Source: Huffington Post
Los Angeles on Tuesday became the biggest U.S. city to raise its minimum wage to $15 an hour.
Following a hot debate, the city council voted 14 to 1 to approve a plan to gradually increase the required wage to $15 an hour by July 2020. The current $9-an-hour minimum wage was already slated to increase to $10 in January.
The pay bump will affect about 567,000 workers in the city.
“This is a game changer,” Tsedeye Gebreselassie, a senior staff attorney at the wage advocacy group National Employment Law Project, told The Huffington Post minutes after the vote. “L.A. is such a huge city, and it’ll have a national impact on the normalization of $15 as the minimum wage.”
The move comes less than a year after the city council voted to raise hourly pay to $15.37 for nearly 10,000 hotel workers.
The debate over the new minimum wage divided the city. Business groups, including the Los Angeles Chamber of Commerce and the Valley Industry and Commerce Association, warned that the increase would hurt small companies and lead to layoffs.
“A lot of businesses are going to struggle,” Stuart Waldman, president of the Valley Industry and Commerce Association, told HuffPost minutes after the vote. “There’s a lot of employees are going to get raises, but there’s also some employees that are going to lose their jobs.”
Los Angeles, the nation’s second-largest city, joins other West Coast cities, including Seattle and San Francisco, which raised their hourly wages to $15 following waves of protests across the country. Meanwhile, the federal minimum wage has stagnated at a paltry $7.25 an hour for the last four years, despite calls to raise it from President Barack Obama.
“You can see over the course of two years, there’s an evolution of position on what a reasonable minimum wage is,” John Schmitt, research director at the liberal-leaning nonprofit Washington Center for Equitable Growth, told The Huffington Post ahead of the vote. “There’s political activity taking place at city and state level, and it’s moved the national debate.”
The city-by-city approach represents one of a two-pronged strategy by activists to increase minimum wages across the country. The second, centered around the wage activism group Fight for $15, has seen mass demonstrations against fast-food companies, which are some of the largest employers of minimum-wage workers.
“It’s highlighted for the American public that raising wages isn’t just about helping workers and making sure people who are struggling to have enough to get by,” Gebreselassie said. “It’s to address income inequality and have truly meaningful economic recovery.”
“People like me, who work hard for multibillion-dollar corporations like McDonald’s, should not have to rely on food stamps to survive,” Albina Ardon, a 29-year-old mother of two who works at a McDonald’s in Los Angeles, said in a statement sent by a Fight for $15 spokeswoman. “My life would be completely different if I were paid $14 an hour. I could afford groceries without needing food stamps, my family could stop sharing our apartment with renters for extra money, and I’d be able to provide my daughters with some security.”
The wage hike will face one final council vote later this year after City Attorney Mike Feuer drafts a plan to implement the new base pay.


Taking the listing below line by line, tally those that contain the string "coeff". Give the total alone.
AVAILABLE DATA below:
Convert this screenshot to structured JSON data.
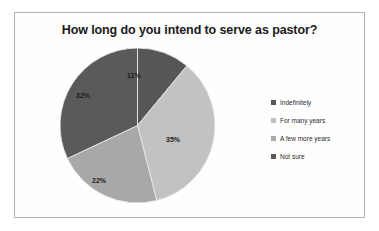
{
  "chart_data": {
    "type": "pie",
    "title": "How long do you intend to serve as pastor?",
    "categories": [
      "Indefinitely",
      "For many years",
      "A few more years",
      "Not sure"
    ],
    "values": [
      11,
      35,
      22,
      32
    ],
    "value_labels": [
      "11%",
      "35%",
      "22%",
      "32%"
    ],
    "units": "percent",
    "total": 100,
    "colors": [
      "#565656",
      "#c2c2c2",
      "#a8a8a8",
      "#5a5a5a"
    ],
    "legend_position": "right",
    "start_angle_deg": 0,
    "direction": "clockwise",
    "grid": false,
    "xlabel": "",
    "ylabel": ""
  },
  "legend": {
    "items": [
      {
        "label": "Indefinitely",
        "color": "#565656"
      },
      {
        "label": "For many years",
        "color": "#c2c2c2"
      },
      {
        "label": "A few more years",
        "color": "#a8a8a8"
      },
      {
        "label": "Not sure",
        "color": "#5a5a5a"
      }
    ]
  }
}
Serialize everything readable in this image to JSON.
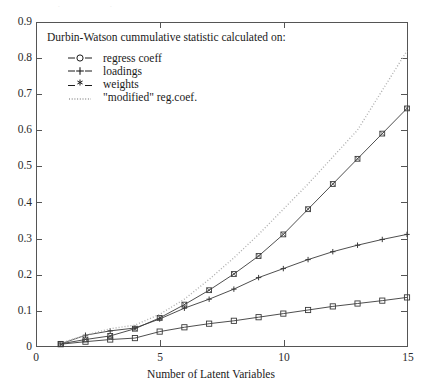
{
  "chart_data": {
    "type": "line",
    "title": "",
    "xlabel": "Number of Latent Variables",
    "ylabel": "",
    "xlim": [
      0,
      15
    ],
    "ylim": [
      0,
      0.9
    ],
    "xticks": [
      0,
      5,
      10,
      15
    ],
    "yticks": [
      "0",
      "0.1",
      "0.2",
      "0.3",
      "0.4",
      "0.5",
      "0.6",
      "0.7",
      "0.8",
      "0.9"
    ],
    "ytick_values": [
      0,
      0.1,
      0.2,
      0.3,
      0.4,
      0.5,
      0.6,
      0.7,
      0.8,
      0.9
    ],
    "grid": false,
    "legend_position": "upper-left",
    "legend_title": "Durbin-Watson cummulative statistic calculated on:",
    "x": [
      1,
      2,
      3,
      4,
      5,
      6,
      7,
      8,
      9,
      10,
      11,
      12,
      13,
      14,
      15
    ],
    "series": [
      {
        "name": "regress coeff",
        "marker": "-o-",
        "style": "solid",
        "values": [
          0.005,
          0.012,
          0.018,
          0.022,
          0.04,
          0.052,
          0.062,
          0.07,
          0.08,
          0.09,
          0.1,
          0.11,
          0.118,
          0.126,
          0.135
        ]
      },
      {
        "name": "loadings",
        "marker": "-+-",
        "style": "solid",
        "values": [
          0.006,
          0.03,
          0.042,
          0.05,
          0.075,
          0.105,
          0.13,
          0.158,
          0.19,
          0.215,
          0.24,
          0.262,
          0.28,
          0.296,
          0.31
        ]
      },
      {
        "name": "weights",
        "marker": "-*-",
        "style": "solid",
        "values": [
          0.006,
          0.018,
          0.028,
          0.048,
          0.078,
          0.115,
          0.155,
          0.2,
          0.25,
          0.31,
          0.38,
          0.45,
          0.52,
          0.59,
          0.66
        ]
      },
      {
        "name": "\"modified\" reg.coef.",
        "marker": "dotted",
        "style": "dotted",
        "values": [
          0.008,
          0.03,
          0.048,
          0.058,
          0.088,
          0.13,
          0.185,
          0.245,
          0.31,
          0.38,
          0.45,
          0.525,
          0.6,
          0.71,
          0.82
        ]
      }
    ],
    "legend_entries": [
      {
        "symbol": "-o-",
        "label": "regress coeff"
      },
      {
        "symbol": "-+-",
        "label": "loadings"
      },
      {
        "symbol": "-*-",
        "label": "weights"
      },
      {
        "symbol": "dotted",
        "label": "\"modified\" reg.coef."
      }
    ],
    "colors": {
      "axis": "#555555",
      "series_line": "#3a3a3a",
      "dotted_line": "#b0b0b0",
      "text": "#1a1a1a",
      "background": "#ffffff"
    }
  }
}
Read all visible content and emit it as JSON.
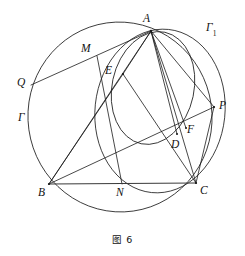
{
  "figure": {
    "caption": "图 6",
    "stroke_color": "#1a1a1a",
    "background_color": "#ffffff",
    "labels": {
      "A": "A",
      "B": "B",
      "C": "C",
      "D": "D",
      "E": "E",
      "F": "F",
      "M": "M",
      "N": "N",
      "P": "P",
      "Q": "Q",
      "Gamma": "Γ",
      "Gamma1_base": "Γ",
      "Gamma1_sub": "1"
    },
    "points": {
      "A": {
        "x": 151,
        "y": 31
      },
      "B": {
        "x": 49,
        "y": 184
      },
      "C": {
        "x": 196,
        "y": 183
      },
      "D": {
        "x": 177,
        "y": 134
      },
      "E": {
        "x": 123,
        "y": 74
      },
      "F": {
        "x": 186,
        "y": 128
      },
      "M": {
        "x": 97,
        "y": 56
      },
      "N": {
        "x": 122,
        "y": 184
      },
      "P": {
        "x": 214,
        "y": 107
      },
      "Q": {
        "x": 31,
        "y": 85
      }
    },
    "label_positions": {
      "A": {
        "x": 143,
        "y": 13
      },
      "B": {
        "x": 38,
        "y": 187
      },
      "C": {
        "x": 200,
        "y": 185
      },
      "D": {
        "x": 171,
        "y": 139
      },
      "E": {
        "x": 105,
        "y": 65
      },
      "F": {
        "x": 187,
        "y": 124
      },
      "M": {
        "x": 81,
        "y": 43
      },
      "N": {
        "x": 116,
        "y": 187
      },
      "P": {
        "x": 219,
        "y": 100
      },
      "Q": {
        "x": 17,
        "y": 77
      },
      "Gamma": {
        "x": 18,
        "y": 112
      },
      "Gamma1": {
        "x": 206,
        "y": 22
      }
    },
    "circles": [
      {
        "name": "Gamma",
        "cx": 120,
        "cy": 117,
        "rx": 92,
        "ry": 95,
        "rotation": -8
      },
      {
        "name": "Gamma1",
        "cx": 160,
        "cy": 111,
        "rx": 65,
        "ry": 82,
        "rotation": 6
      },
      {
        "name": "incircle-AEDF",
        "cx": 153,
        "cy": 88,
        "rx": 41,
        "ry": 57,
        "rotation": 12
      }
    ],
    "segments": [
      {
        "name": "QA",
        "from": "Q",
        "to": "A",
        "emphasis": "normal"
      },
      {
        "name": "AB",
        "from": "A",
        "to": "B",
        "emphasis": "normal"
      },
      {
        "name": "AC",
        "from": "A",
        "to": "C",
        "emphasis": "normal"
      },
      {
        "name": "AD",
        "from": "A",
        "to": "D",
        "emphasis": "normal"
      },
      {
        "name": "AP",
        "from": "A",
        "to": "P",
        "emphasis": "normal"
      },
      {
        "name": "AF",
        "from": "A",
        "to": "F",
        "emphasis": "normal"
      },
      {
        "name": "BC",
        "from": "B",
        "to": "C",
        "emphasis": "bold"
      },
      {
        "name": "BP",
        "from": "B",
        "to": "P",
        "emphasis": "normal"
      },
      {
        "name": "BE",
        "from": "B",
        "to": "E",
        "emphasis": "normal"
      },
      {
        "name": "EA",
        "from": "E",
        "to": "A",
        "emphasis": "normal"
      },
      {
        "name": "MN",
        "from": "M",
        "to": "N",
        "emphasis": "normal"
      },
      {
        "name": "PC",
        "from": "P",
        "to": "C",
        "emphasis": "normal"
      },
      {
        "name": "EC",
        "from": "E",
        "to": "C",
        "emphasis": "normal"
      }
    ]
  }
}
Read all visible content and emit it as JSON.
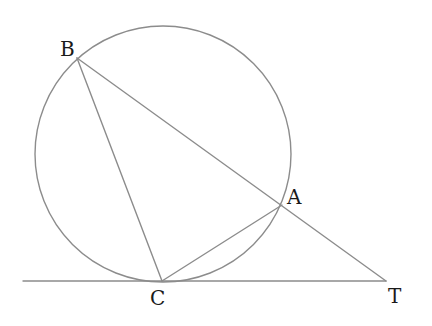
{
  "diagram": {
    "type": "geometry",
    "stroke_color": "#8c8c8c",
    "label_color": "#1a1a1a",
    "circle": {
      "cx": 163,
      "cy": 154,
      "r": 128
    },
    "points": {
      "B": {
        "label": "B",
        "x": 77,
        "y": 58,
        "label_x": 61,
        "label_y": 56
      },
      "A": {
        "label": "A",
        "x": 282,
        "y": 205,
        "label_x": 288,
        "label_y": 204
      },
      "C": {
        "label": "C",
        "x": 162,
        "y": 281,
        "label_x": 151,
        "label_y": 305
      },
      "T": {
        "label": "T",
        "x": 386,
        "y": 281,
        "label_x": 389,
        "label_y": 303
      }
    },
    "segments": [
      {
        "name": "BT",
        "from": "B",
        "to": "T"
      },
      {
        "name": "BC",
        "from": "B",
        "to": "C"
      },
      {
        "name": "CA",
        "from": "C",
        "to": "A"
      }
    ],
    "tangent_line": {
      "x1": 23,
      "y1": 281,
      "x2": 386,
      "y2": 281,
      "touches": "C"
    }
  }
}
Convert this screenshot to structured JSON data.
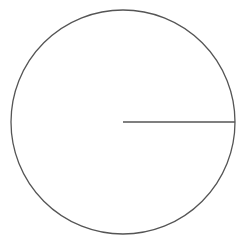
{
  "diagram": {
    "type": "circle-with-radius",
    "stroke_color": "#555555",
    "background": "#ffffff",
    "circle": {
      "cx": 123,
      "cy": 122,
      "r": 112
    },
    "radius_line": {
      "x1": 123,
      "y1": 122,
      "x2": 235,
      "y2": 122
    }
  }
}
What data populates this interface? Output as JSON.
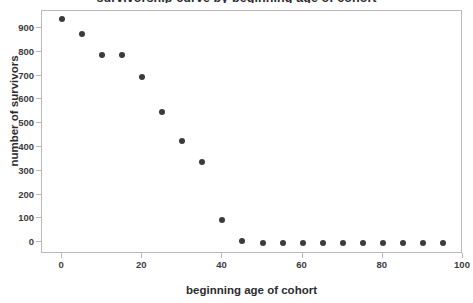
{
  "chart_data": {
    "type": "scatter",
    "title": "survivorship curve by beginning age of cohort",
    "title_clipped": true,
    "xlabel": "beginning age of cohort",
    "ylabel": "number of survivors",
    "xlim": [
      -5,
      100
    ],
    "ylim": [
      -45,
      975
    ],
    "xticks": [
      0,
      20,
      40,
      60,
      80,
      100
    ],
    "yticks": [
      0,
      100,
      200,
      300,
      400,
      500,
      600,
      700,
      800,
      900
    ],
    "xtick_labels": [
      "0",
      "20",
      "40",
      "60",
      "80",
      "100"
    ],
    "ytick_labels": [
      "0",
      "100",
      "200",
      "300",
      "400",
      "500",
      "600",
      "700",
      "800",
      "900"
    ],
    "grid": false,
    "legend": null,
    "marker_color": "#3a3a3f",
    "frame_color": "#b9b9bd",
    "background": "#ffffff",
    "x": [
      0,
      5,
      10,
      15,
      20,
      25,
      30,
      35,
      40,
      45,
      50,
      55,
      60,
      65,
      70,
      75,
      80,
      85,
      90,
      95
    ],
    "y": [
      940,
      880,
      790,
      790,
      698,
      550,
      430,
      342,
      98,
      10,
      0,
      0,
      0,
      0,
      0,
      0,
      0,
      0,
      0,
      0
    ],
    "points": [
      {
        "x": 0,
        "y": 940
      },
      {
        "x": 5,
        "y": 880
      },
      {
        "x": 10,
        "y": 790
      },
      {
        "x": 15,
        "y": 790
      },
      {
        "x": 20,
        "y": 698
      },
      {
        "x": 25,
        "y": 550
      },
      {
        "x": 30,
        "y": 430
      },
      {
        "x": 35,
        "y": 342
      },
      {
        "x": 40,
        "y": 98
      },
      {
        "x": 45,
        "y": 10
      },
      {
        "x": 50,
        "y": 0
      },
      {
        "x": 55,
        "y": 0
      },
      {
        "x": 60,
        "y": 0
      },
      {
        "x": 65,
        "y": 0
      },
      {
        "x": 70,
        "y": 0
      },
      {
        "x": 75,
        "y": 0
      },
      {
        "x": 80,
        "y": 0
      },
      {
        "x": 85,
        "y": 0
      },
      {
        "x": 90,
        "y": 0
      },
      {
        "x": 95,
        "y": 0
      }
    ]
  }
}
End of AVAILABLE DATA.
**RESULT BELOW**
2